Why Resilience is Important and How to Build It

In life, you will have setbacks, experience traumatizing events, face tragedies of all sorts. It’s inevitable.

From the loss of a job, to business failures to health and marital problems. In all these, one quality that will keep you going and help you face the challenges head-on and come out tops is resilience. 

What Is Resilience?

Resilience is the ability to persist, adapt, and bounce back from significant emotional experiences and challenges. It is the mental toughness displayed in the face of adversity necessary to overcome it. 

Many people crumble in times of difficulties and tragedies, but not people with resilience.

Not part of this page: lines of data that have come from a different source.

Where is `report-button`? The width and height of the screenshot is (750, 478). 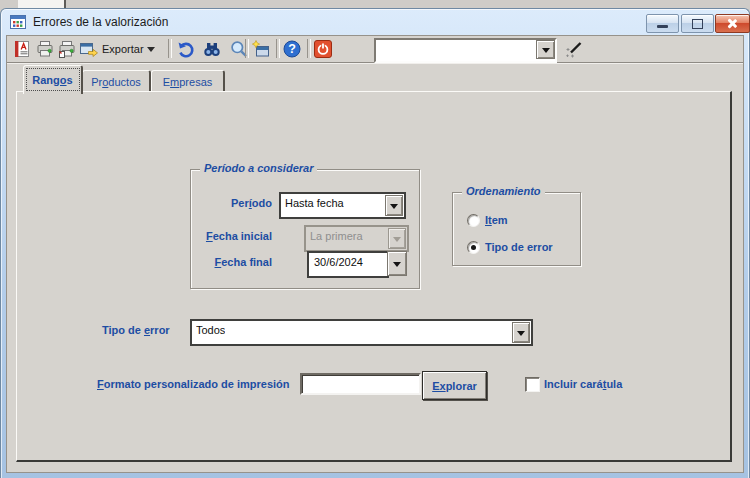 report-button is located at coordinates (22, 49).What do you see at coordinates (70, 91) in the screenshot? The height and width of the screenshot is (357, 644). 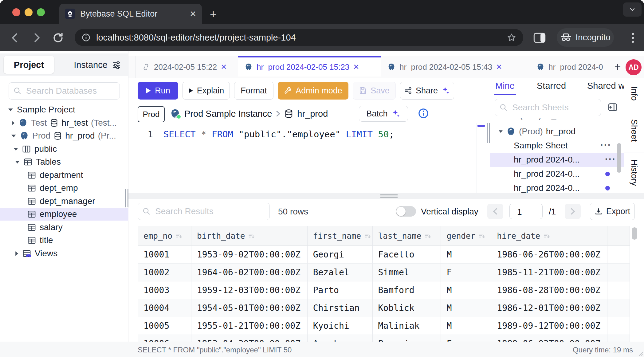 I see `database-search-input` at bounding box center [70, 91].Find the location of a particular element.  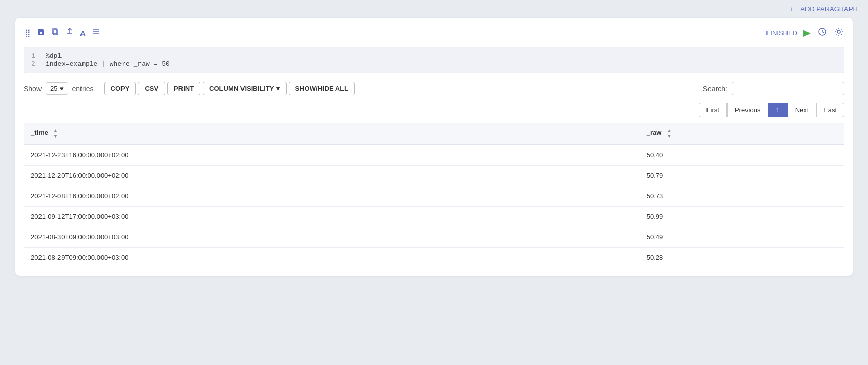

upload-icon is located at coordinates (70, 33).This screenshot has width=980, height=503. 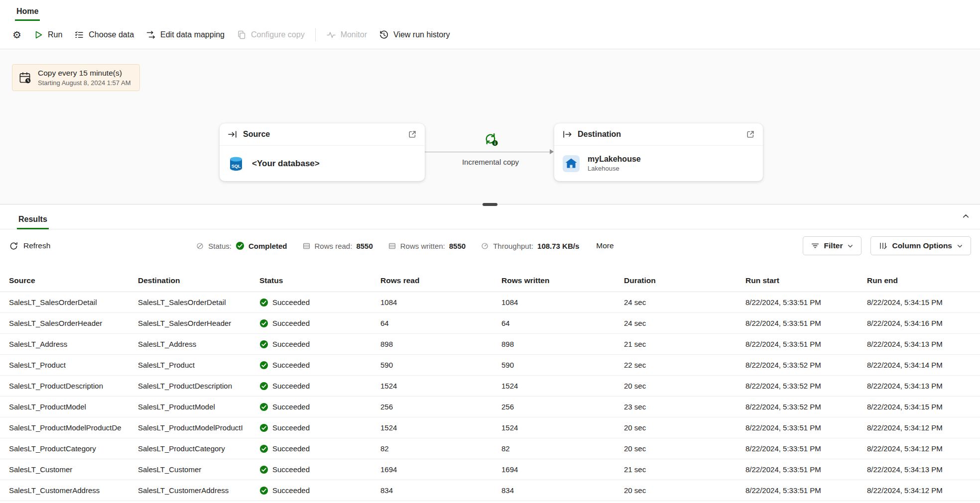 I want to click on header-rows-written: Rows written, so click(x=563, y=281).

Resilient people look adversity in the eye and have it blinking first. 

Why Is Resilience Important?

Resilience is a prerequisite to success, and it’s applicable in all areas of life. It empowers you to protect yourself against devastating circumstances and prevent mental health breakdown. Several studies have even linked resilience with happiness and longevity.

Below are more benefits of developing resilience:

  • Resilience helps you to cope with stress.
  • Resilience prevents you from using illicit substances and alcohol to cope with life’s difficulties.
  • Resilience gives you the presence of mind to deal with the challenges you are facing.
  • Resilience helps you to be more involved with a friend and family who will offer emotional support to help you get back on your feet faster.
  • Resilience helps you to exercise more control over events happening around you. 

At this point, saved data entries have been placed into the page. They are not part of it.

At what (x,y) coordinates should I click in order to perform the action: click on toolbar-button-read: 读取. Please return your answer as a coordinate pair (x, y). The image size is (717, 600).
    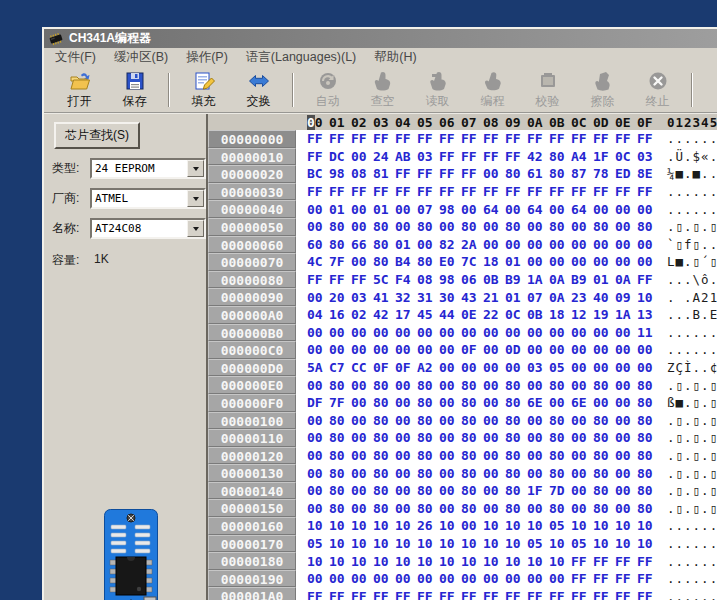
    Looking at the image, I should click on (438, 90).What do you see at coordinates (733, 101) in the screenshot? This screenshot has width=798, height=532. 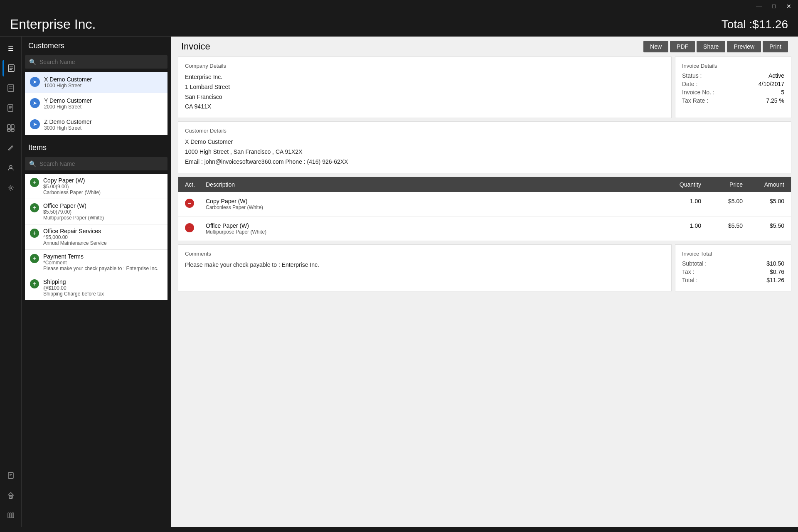 I see `invoice-detail-row: Tax Rate : 7.25 %` at bounding box center [733, 101].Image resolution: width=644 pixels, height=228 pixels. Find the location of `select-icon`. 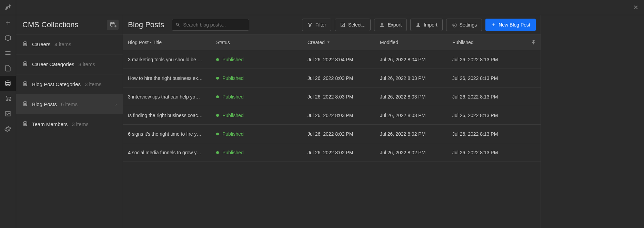

select-icon is located at coordinates (343, 25).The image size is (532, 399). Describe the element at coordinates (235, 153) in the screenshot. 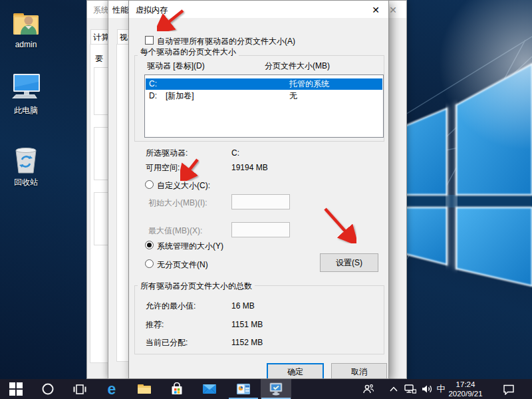

I see `selected-drive-value: C:` at that location.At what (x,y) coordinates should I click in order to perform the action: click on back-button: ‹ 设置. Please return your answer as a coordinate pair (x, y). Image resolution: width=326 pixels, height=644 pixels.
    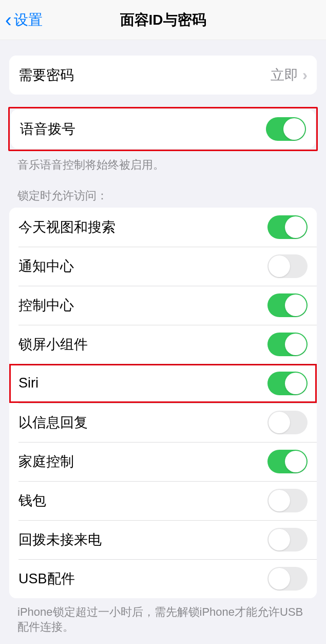
    Looking at the image, I should click on (22, 20).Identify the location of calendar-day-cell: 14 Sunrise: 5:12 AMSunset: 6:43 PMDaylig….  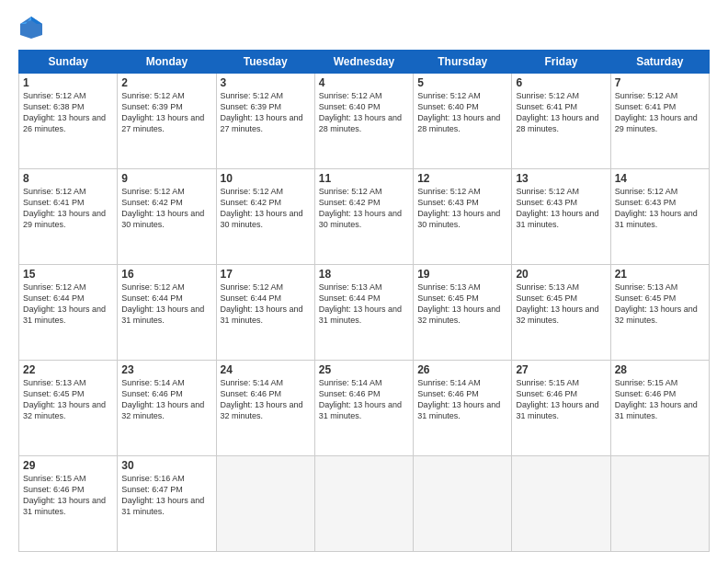
(660, 217).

11 Ways to Build Resilience at Work

Reframe the situation to your advantage. Nothing is what it seems. Our realities are what we interpret situations to be. Choose to reframe seemingly negative events in ways that serve and empower you, instead of focusing on the negatives that disempower and demoralise you. For example, if a project you launched failed woefully, you can choose to focus on the lessons you learned and things to avoid in the future.

See difficulties as part of personal development. Smooth seas don’t make good sailors. Similarly, you won’t be a champion if everything is smooth in your life. As the German philosopher, Nietzsche famously said, “What does not kill me makes me stronger.”

Treat challenges as a learning process. If you look back at your life, you’ll discover that the most important lessons you learned were learned the hard way. Viewing every problem as a learning process will help you develop the resilience you need to keep fighting and pushing until you overcome your problems.

Resist the urge to dramatise. Many people “lose it” and throw a fit when things don’t go their way. Reacting in such ways won’t help you develop the resilience you need. Instead, keep your cool, pull yourself together, and reflect.

Lean on friends and family. In bad times, the good relationships you have forged with friends and family can serve as a strong shoulder to lean on. They will provide the all-important emotional support you need.

Seek professional help. You don’t have to build resilience all by yourself. Speak to a mental health professional. These days, you don’t have to leave your work to do that, some insurance companies have developed a system that enables you to consult a GP at your own schedule.

Take a positive outlook. There is some good in every situation. Choose to look for it and focus on it. By so doing, you’ll build the resilience to overcome your troubles.

Set goals. Goals give us something to aim for. Goals capture the essence of our existence. By setting goals, you have something to live for that will uplift your spirit.

Take action. Work on your goal every day, not just to achieve its end but to use as a coping mechanism instead of resorting to drugs and alcohol.

Be optimistic. Expecting good to happen from the actions you take helps you to see opportunities and solutions when they present themselves.

Celebrate your progress. Pat yourself on the back and celebrate the little progress you make towards the accomplishment of your goals.